MetNetComp Database [1] / Minimal gene deletions

Minimal gene deletions for simulation-based growth-coupled production. You can also see maximal gene deletions.


Model : iML1515 [2].
Target metabolite : udpLa4fn_c
List of minimal gene deletion strategies (Download)

Gene deletion strategy (75 of 82: See next) for growth-coupled production (at least stoichioemetrically feasible)
  Gene deletion size : 33
  Gene deletion: b4269 b0493 b3588 b3003 b3011 b0474 b2518 b1241 b0351 b3831 b3752 b4152 b2781 b3617 b1612 b1611 b4122 b0907 b1779 b1759 b4161 b0411 b4138 b4123 b0621 b4381 b0529 b2492 b0904 b3918 b1912 b1206 b2285   (List of alternative genes)
  Computed by: RandTrimGdel [1] (Step 1, Step 2)

When growth rate is maximized,
  Growth Rate : 0.422541 (mmol/gDw/h)
  Minimum Production Rate : 0.223163 (mmol/gDw/h)

Substrate: (mmol/gDw/h)
  EX_fe2_e : 1000.000000
  EX_h_e : 994.853363
  EX_o2_e : 284.533908
  EX_glc__D_e : 10.000000
  EX_nh4_e : 5.385863
  EX_pi_e : 0.853912
  EX_so4_e : 0.106404
  EX_k_e : 0.082477
  EX_mg2_e : 0.003666
  EX_ca2_e : 0.002199
  EX_cl_e : 0.002199
  EX_cu2_e : 0.000300
  EX_mn2_e : 0.000292
  EX_zn2_e : 0.000144
  EX_ni2_e : 0.000136
  EX_cobalt2_e : 0.000011

Product: (mmol/gDw/h)
  EX_fe3_e : 999.993214
  EX_h2o_e : 549.605497
  EX_co2_e : 35.172917
  EX_acald_e : 1.033918
  EX_succ_e : 0.440623
  Auxiliary production reaction : 0.223163
  EX_ura_e : 0.076481
  DM_5drib_c : 0.000095
  DM_4crsol_c : 0.000094

Visualization
  1. Download JSON file.
  2. Go to Escher site [3].
  3. Select "Data > Load reaction data" and apply the downloaded file.

References
[1] Tamura, T. MetNetComp: Database for minimal and maximal gene deletion strategies for growth-coupled production of genome-scale metabolic networks, IEEE/ACM Transactions on Computational Biology and Bioinformatics, in press.
[2] Norsigian, C. J., Pusarla, N., McConn, J. L., Yurkovich, J. T., Dräger, A., Palsson, B. O., & King, Z. (2020). BiGG Models 2020: multi-strain genome-scale models and expansion across the phylogenetic tree. Nucleic acids research, 48(D1), D402-D406.
[3] King, Z. A., Dräger, A., Ebrahim, A., Sonnenschein, N., Lewis, N. E., & Palsson, B. O. (2015). Escher: a web application for building, sharing, and embedding data-rich visualizations of biological pathways. PLoS computational biology, 11(8), e1004321.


▶ Work required
Find every line of the listing below where "ending" appears, and copy it.

▶ The input
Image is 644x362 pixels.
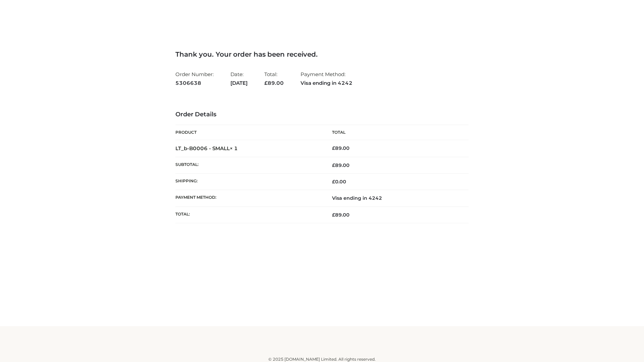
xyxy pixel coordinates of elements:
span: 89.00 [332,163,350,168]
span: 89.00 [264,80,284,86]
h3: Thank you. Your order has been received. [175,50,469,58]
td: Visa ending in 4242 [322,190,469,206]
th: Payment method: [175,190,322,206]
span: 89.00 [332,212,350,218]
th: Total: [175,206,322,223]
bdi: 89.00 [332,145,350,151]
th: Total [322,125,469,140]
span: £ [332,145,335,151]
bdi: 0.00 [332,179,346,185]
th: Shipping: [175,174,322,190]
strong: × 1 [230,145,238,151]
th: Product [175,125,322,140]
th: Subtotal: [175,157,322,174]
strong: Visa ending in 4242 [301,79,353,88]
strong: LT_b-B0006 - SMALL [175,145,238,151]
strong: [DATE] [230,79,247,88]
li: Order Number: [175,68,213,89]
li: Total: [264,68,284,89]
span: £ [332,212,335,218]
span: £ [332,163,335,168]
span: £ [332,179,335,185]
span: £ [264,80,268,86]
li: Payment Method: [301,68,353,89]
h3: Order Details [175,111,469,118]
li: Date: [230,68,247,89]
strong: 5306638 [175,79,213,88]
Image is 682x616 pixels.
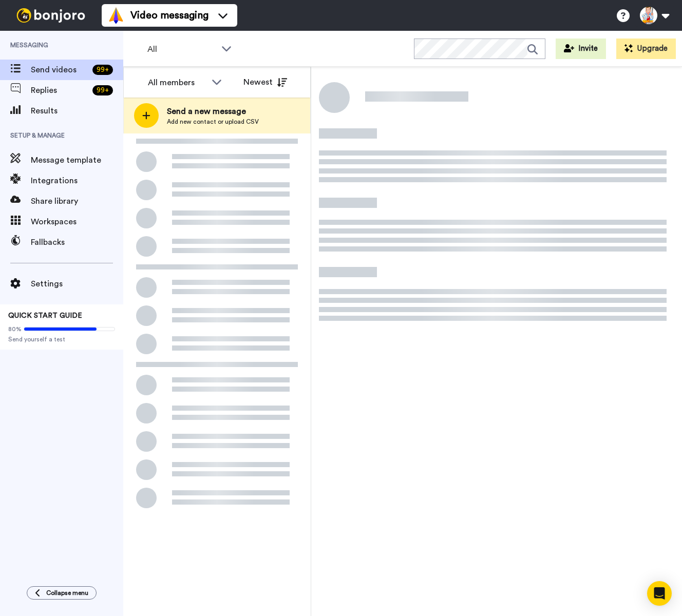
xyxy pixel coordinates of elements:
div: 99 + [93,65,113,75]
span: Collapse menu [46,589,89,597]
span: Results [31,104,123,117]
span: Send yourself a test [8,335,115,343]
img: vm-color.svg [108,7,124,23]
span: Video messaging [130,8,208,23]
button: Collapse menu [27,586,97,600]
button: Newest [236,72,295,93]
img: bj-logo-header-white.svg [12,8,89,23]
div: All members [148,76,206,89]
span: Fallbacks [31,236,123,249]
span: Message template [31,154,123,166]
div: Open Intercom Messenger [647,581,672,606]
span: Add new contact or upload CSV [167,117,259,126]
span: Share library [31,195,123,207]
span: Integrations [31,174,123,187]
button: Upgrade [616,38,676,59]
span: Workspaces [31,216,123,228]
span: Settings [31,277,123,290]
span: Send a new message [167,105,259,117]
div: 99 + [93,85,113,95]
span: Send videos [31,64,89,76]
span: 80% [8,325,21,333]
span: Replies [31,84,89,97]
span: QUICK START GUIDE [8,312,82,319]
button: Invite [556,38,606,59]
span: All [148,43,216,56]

==

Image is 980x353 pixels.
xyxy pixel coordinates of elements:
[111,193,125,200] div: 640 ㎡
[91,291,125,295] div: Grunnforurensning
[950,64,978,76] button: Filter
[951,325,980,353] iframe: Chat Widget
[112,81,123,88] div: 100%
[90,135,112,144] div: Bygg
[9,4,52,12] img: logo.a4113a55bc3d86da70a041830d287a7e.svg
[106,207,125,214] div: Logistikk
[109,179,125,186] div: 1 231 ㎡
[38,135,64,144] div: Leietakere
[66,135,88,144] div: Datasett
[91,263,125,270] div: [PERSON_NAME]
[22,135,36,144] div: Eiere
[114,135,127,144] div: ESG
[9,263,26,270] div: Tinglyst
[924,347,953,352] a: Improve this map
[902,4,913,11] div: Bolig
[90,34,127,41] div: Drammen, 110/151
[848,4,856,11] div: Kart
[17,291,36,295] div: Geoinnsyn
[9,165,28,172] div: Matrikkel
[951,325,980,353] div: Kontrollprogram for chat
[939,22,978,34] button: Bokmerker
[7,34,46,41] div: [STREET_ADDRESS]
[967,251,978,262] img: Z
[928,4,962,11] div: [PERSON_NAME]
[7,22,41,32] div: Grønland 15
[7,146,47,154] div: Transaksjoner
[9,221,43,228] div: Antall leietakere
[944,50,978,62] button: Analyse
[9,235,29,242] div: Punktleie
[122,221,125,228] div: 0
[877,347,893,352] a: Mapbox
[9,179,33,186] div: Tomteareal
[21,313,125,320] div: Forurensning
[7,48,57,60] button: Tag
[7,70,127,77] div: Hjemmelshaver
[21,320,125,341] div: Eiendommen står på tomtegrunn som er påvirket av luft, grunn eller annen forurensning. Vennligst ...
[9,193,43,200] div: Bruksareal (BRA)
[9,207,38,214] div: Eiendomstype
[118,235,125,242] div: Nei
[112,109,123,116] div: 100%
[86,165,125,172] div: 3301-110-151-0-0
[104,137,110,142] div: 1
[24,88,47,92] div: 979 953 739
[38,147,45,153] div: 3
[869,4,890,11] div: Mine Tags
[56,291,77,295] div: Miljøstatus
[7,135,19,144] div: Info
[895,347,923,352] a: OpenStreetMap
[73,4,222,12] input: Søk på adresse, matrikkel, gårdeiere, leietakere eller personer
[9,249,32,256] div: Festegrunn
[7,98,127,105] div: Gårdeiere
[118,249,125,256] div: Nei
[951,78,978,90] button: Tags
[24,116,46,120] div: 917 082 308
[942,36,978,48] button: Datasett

▶ Written answer
td: Visa ending in 4242 [322,190,469,206]
strong: Visa ending in 4242 [301,79,353,88]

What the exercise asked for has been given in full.